Opera Coeur d’Alene gives Verdi’s work a timeless twist by placing it in the future

Mark Walters, center, will play the title role in the Opera Coeur d’Alene’s production of “Rigoletto” at Schuler Performing Arts Center. (Kathy Plonka)

Guiseppe Verdi set “Rigoletto” in 16th-century Mantua. While Opera Coeur d’Alene is keeping the northern Italian city as the backdrop, its weekend production of the classic, three-act tragedy takes place at some undefined point in the future.

“It’s not like ‘Star Trek,’ “ said artistic director Aaron St. Clair Nicholson. “We’re using different techniques to create familiarity.”

But, he said, the audience “will be thrown off.”

The time-setting twist on the popular opera, staged in honor of the upcoming 200th anniversary of Verdi’s birth Oct. 10, runs tonight and Sunday at the Schuler Performing Arts Center on the North Idaho College campus.

Originally titled “The Curse” and based on a play by Victor Hugo, “Rigoletto” – sung in Italian with English supertitles – is a story of lust and seduction, fury and revenge. It features one of the best-known arias in all of opera: “La donna è mobile,” or “The woman is fickle.” And this futuristic version also does away with some of the staples of a more traditional production’s costume closet.

“We don’t have to wear mushroom pants,” Nicholson said. “We don’t have to wear tulle collars.”

That isn’t the only aspect Nicholson said sets this incarnation of “Rigoletto” apart from other productions: “The cast is standout. They are incredible and wholly inhabit their roles. I am biased, but I used to sit in rehearsals and pinch myself.”

American baritone Mark Walters, who sang the title role of the same opera with the Florida Grand Opera last year, will again perform the part of the hunchbacked jester, a corrupt clown who hires an assassin to kill his boss, the Duke of Mantua.

Cuban-born tenor Raúl Melo, a frequent guest on “A Prairie Home Companion,” is the duke. Local soprano Dawn Wolski, is Gilda, Rigoletto’s lovely and pure-hearted daughter, whom he keeps under lock and key.

Despite basically being a prisoner in her father’s home, the jester’s daughter manages to meet the duke. They fall in love, and she sacrifices herself to save him from the killer hired by her misguided, unlikeable, selfish and over-protective dad.

Completing the “rock-star” cast are local bass-baritone Derrick Parker, who sings the part of Sparafucile, hired to off the duke, and mezzo-soprano Audrey Babcock, who sings the role of Maddalena, the assassin’s beautiful sister.

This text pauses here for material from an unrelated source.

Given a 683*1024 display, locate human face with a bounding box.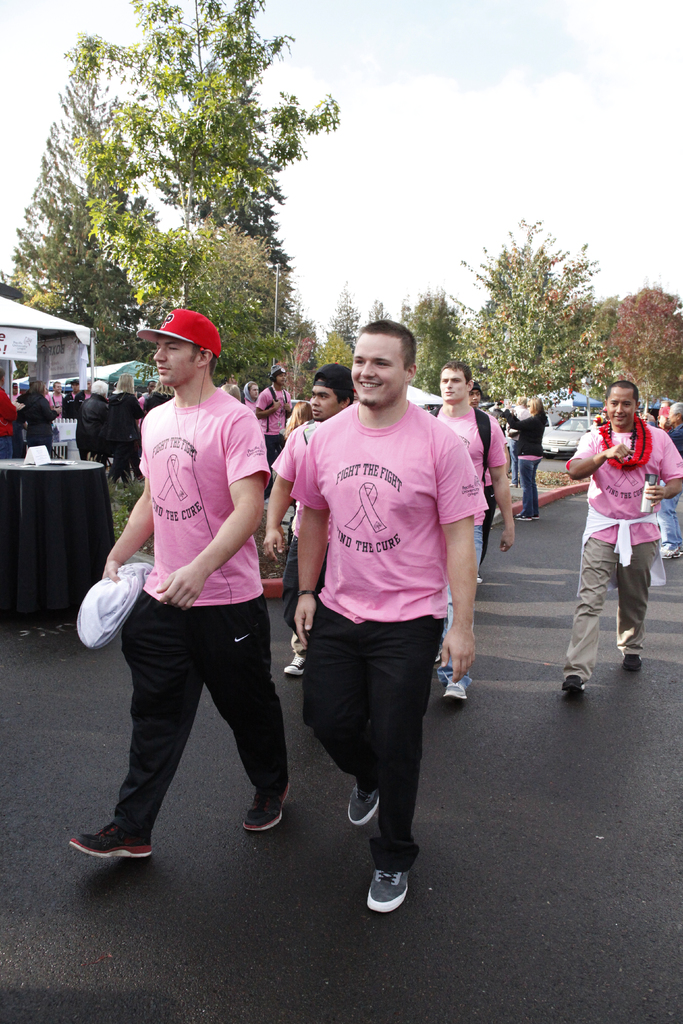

As far as operas go, “This is as big as it gets,” Nicholson said. “The end is as tragic as it gets. It fits the bill for honoring Verdi and his bicentennial.”

It’s also accessible.

“The protagonist is low middle-class or servant class, so it’s not something that’s untouchable,” Nicholson said. “It’s not something that’s beyond our own lives. A working man could relate to his dilemma, which is he is a slave to a horrible, horrible boss, and it brings out the worst in him.”

“Rigoletto” is Nicholson’s third production with Opera Coeur d’Alene, which he’s hoping to eventually grow into a destination summer opera festival. Meantime, Florida Grand Opera resident conductor Andrew Bisantz leads an orchestra of musicians from around North Idaho and Eastern Washington in this two-day production, which cost about $80,000 to produce, Nicholson said. It also features a men’s chorus and dancers from Ballet Coeur d’Alene.